Include a trusted other in high-stakes AARs
Self-conducted AARs have blind spots; a peer or coach who was not inside the event sees the causal story differently.
Why it works
Self-serving attribution bias and narrative smoothing are well-documented in memory and attribution research: people unconsciously revise their account of events to protect self-esteem and preserve a coherent narrative.
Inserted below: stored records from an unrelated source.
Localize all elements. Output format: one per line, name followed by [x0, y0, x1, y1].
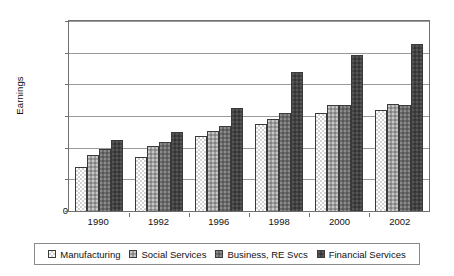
bar — [171, 132, 183, 211]
x-axis-label-1990: 1990 — [68, 216, 128, 230]
bar — [159, 142, 171, 211]
bar — [339, 105, 351, 211]
legend-item-3[interactable]: Financial Services — [317, 249, 406, 260]
x-axis-label-2000: 2000 — [309, 216, 369, 230]
bar-group — [69, 21, 129, 211]
y-axis-title: Earnings — [14, 56, 25, 136]
x-axis-label-1998: 1998 — [249, 216, 309, 230]
bar — [327, 105, 339, 211]
bar — [75, 167, 87, 211]
bar-group — [129, 21, 189, 211]
bar — [291, 72, 303, 211]
x-axis-labels: 199019921996199820002002 — [68, 216, 430, 230]
plot-area: 01,0002,0003,0004,0005,0006,000 — [68, 20, 430, 212]
bar — [387, 104, 399, 211]
bar — [195, 136, 207, 211]
bar — [219, 126, 231, 212]
bar — [87, 155, 99, 211]
bar-group — [249, 21, 309, 211]
bar — [267, 119, 279, 211]
bar — [111, 140, 123, 211]
legend-item-2[interactable]: Business, RE Svcs — [215, 249, 307, 260]
x-axis-label-1996: 1996 — [189, 216, 249, 230]
legend-swatch-icon — [48, 250, 56, 258]
y-axis-tick-mark — [65, 211, 69, 212]
chart-legend: ManufacturingSocial ServicesBusiness, RE… — [34, 243, 420, 265]
bar — [147, 146, 159, 211]
bar — [135, 157, 147, 211]
legend-swatch-icon — [317, 250, 325, 258]
bar — [99, 149, 111, 211]
bar — [375, 110, 387, 211]
y-axis-tick-label-zero: 0 — [26, 205, 68, 216]
legend-label: Social Services — [141, 249, 206, 260]
x-axis-label-1992: 1992 — [128, 216, 188, 230]
bar-groups — [69, 21, 429, 211]
legend-label: Financial Services — [329, 249, 406, 260]
legend-swatch-icon — [215, 250, 223, 258]
bar — [231, 108, 243, 211]
bar — [255, 124, 267, 211]
x-axis-label-2002: 2002 — [370, 216, 430, 230]
legend-label: Business, RE Svcs — [227, 249, 307, 260]
chart-container: Earnings 0 01,0002,0003,0004,0005,0006,0… — [0, 0, 454, 276]
bar — [207, 131, 219, 211]
legend-item-0[interactable]: Manufacturing — [48, 249, 120, 260]
bar — [351, 55, 363, 211]
legend-label: Manufacturing — [60, 249, 120, 260]
bar — [279, 113, 291, 211]
bar-group — [189, 21, 249, 211]
bar — [411, 44, 423, 211]
bar-group — [309, 21, 369, 211]
bar-group — [369, 21, 429, 211]
legend-swatch-icon — [129, 250, 137, 258]
bar — [315, 113, 327, 211]
legend-item-1[interactable]: Social Services — [129, 249, 206, 260]
bar — [399, 105, 411, 211]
A facilitating partner who was not inside the event can ask questions that surface inconsistencies in the causal account that the reviewer, within their own narrative, cannot access.
How to do it
- For high-stakes events (major presentations, significant conflicts, project outcomes), invite a trusted peer or coach to the debrief.
- Provide them the four-question structure in advance so they can ask precise follow-up questions.
- Give them explicit permission to push back on your causal account without social penalty.
- Follow up with a solo AAR the next day to integrate what the facilitated session surfaced.
Evidence
Team debrief research consistently shows that facilitated debriefs with external perspective outperform self-directed reviews on learning transfer, partly because the facilitator asks questions that pierce self-protective narratives. (observational)
This finding is from team debriefs; the peer-facilitation translation to individual AARs is a practitioner extrapolation.
Sources
- Tannenbaum & Cerasoli (2013), meta-analysis of debriefing effectiveness
Common mistake
Choosing a facilitator who is too supportive to challenge the causal account — the value of a peer AAR is in the honest pushback, not the validation.
Practice this with IX Coach
IX Coach serves as a facilitated debrief partner, asking follow-up questions about your causal account and probing for alternative explanations you may not have considered.
7 days free, then $40/month (~$1.30/day).